After their next rave is broken up by some form of military police (Like so many of Sirât’s mysteries, who or what they are is kept ambiguous), the ravers from the previous party offer to bring Luis and Esteban to another rumoured rave further south in Mauritania. These party boys and girls, including Richard Bellamy’s one-armed Bigui and Jade Oukid’s pierced and robed Jade, have offered to help someone in need, and now they have to see if they can pass the tests that result. The increasing hardships that await this group on the trek south spin Sirât off from a sweet tale of people coming together into full-on psychodrama, complete with screaming, blood loss and threats against dogs. Buckle in.
Laxe put together a similar dynamic with caravaneers walking a similar part of the world in his 2016 feature Mimosas. The characters in that film exercised caution as they were escorting a corpse, and feared the mountains’ wrath for their desecration. The revellers of Sirât know no such inhibitions, ignoring the omens that Laxe and Santiago Fillol’s script puts in their way. From a river they can barely cross to a remote petrol station running dry, the fates are forever urging them to turn back. The locations are a mix of sandy wastes and rocky slopes, offering no shelter or shade.
Sirât offers similar warnings to the viewer. The film opens with a rave being set up by a gang of burly sweaty men. The camera lingers over the speakers they’ve erected, as pounding techno beats slowly rise, as if emerging from the belly of the earth.

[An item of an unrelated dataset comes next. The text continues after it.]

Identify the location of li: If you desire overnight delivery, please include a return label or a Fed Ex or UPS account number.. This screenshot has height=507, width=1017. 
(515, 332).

From the hedonism of the ravers to the lingering unease radiating from the mountaintops, Sirât’s energy is raw, almost primeval. Laxe’s omniscient direction and DoP Mauro Herce’s parched images are full of force, but it’s never haphazard. Temperatures, tensions and body counts rise, and they were doomed to do so from the start. Drone shots let us know that someone up above might be directing this foolhardy quest.
To say much more about the ongoing search for Luis’ daughter risks spoiling some surprises but, past a certain point, she threatens to become a Maguffin. She is the destination, but Sirât is about the journey. The audience is right there with the characters, through the potential ennui of long days, to the unbearable unease of a final act that sees our unlikely caravan make a wrong turn into a man-made hell. As the time passes, the characters are forced to embrace the lunacy as they get stuck in a sandy rut. Jade puts on music and dances, her robe flowing in the wind. Her moves call to mind the nightmarish colour-sapped images of E. Elias Merhige’s Begotten, another film that reckoned with the Almighty and found he was not pleased.

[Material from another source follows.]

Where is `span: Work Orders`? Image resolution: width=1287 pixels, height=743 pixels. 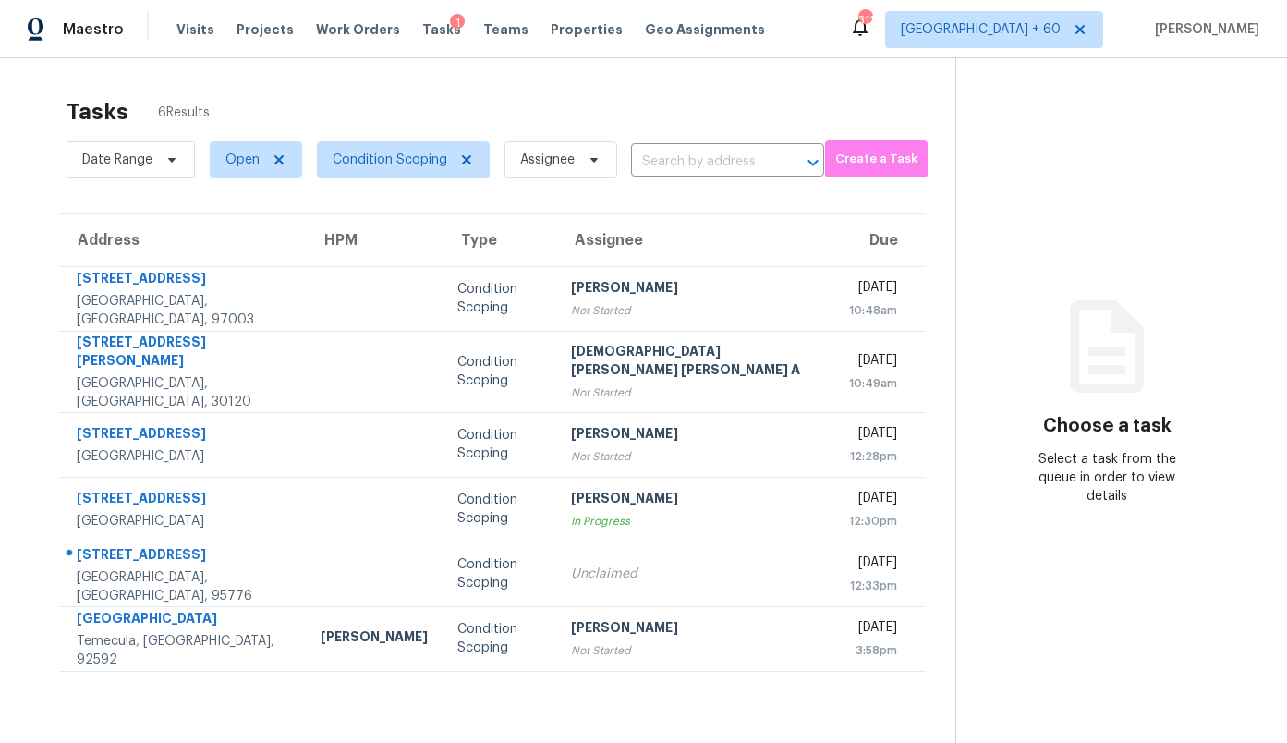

Sirât is a lot less pretentious than Begotten, but it is just as concerned with the corruption of the soul and the presence (or absence) of God. It just happens to have a thumping EDM soundtrack, set in a landscape where life is barely possible. Laxe knows van der Rohe’s maxim is true: God is in the details. You can’t take your eyes off Sirât for a moment; you just might miss something important.
Sirât: Movie Plot & Recap
Synopsis:
A father brings his young son to look for his daughter at a desert rave, but the journey takes many unexpected and extremely dangerous turns.
Pros:
- Masterful writing and direction from Laxe, with the energy of the plot hiding deeper thematic concerns
- A charismatic cast of memorable character
- A final act that’s among the most tense sequences in any film this year
Cons:
- Some may question if it’s nihilistic, with some moments that lapse into profound misery
Sirât premiered at the Cannes Film Festival in competition on May 16, 2025.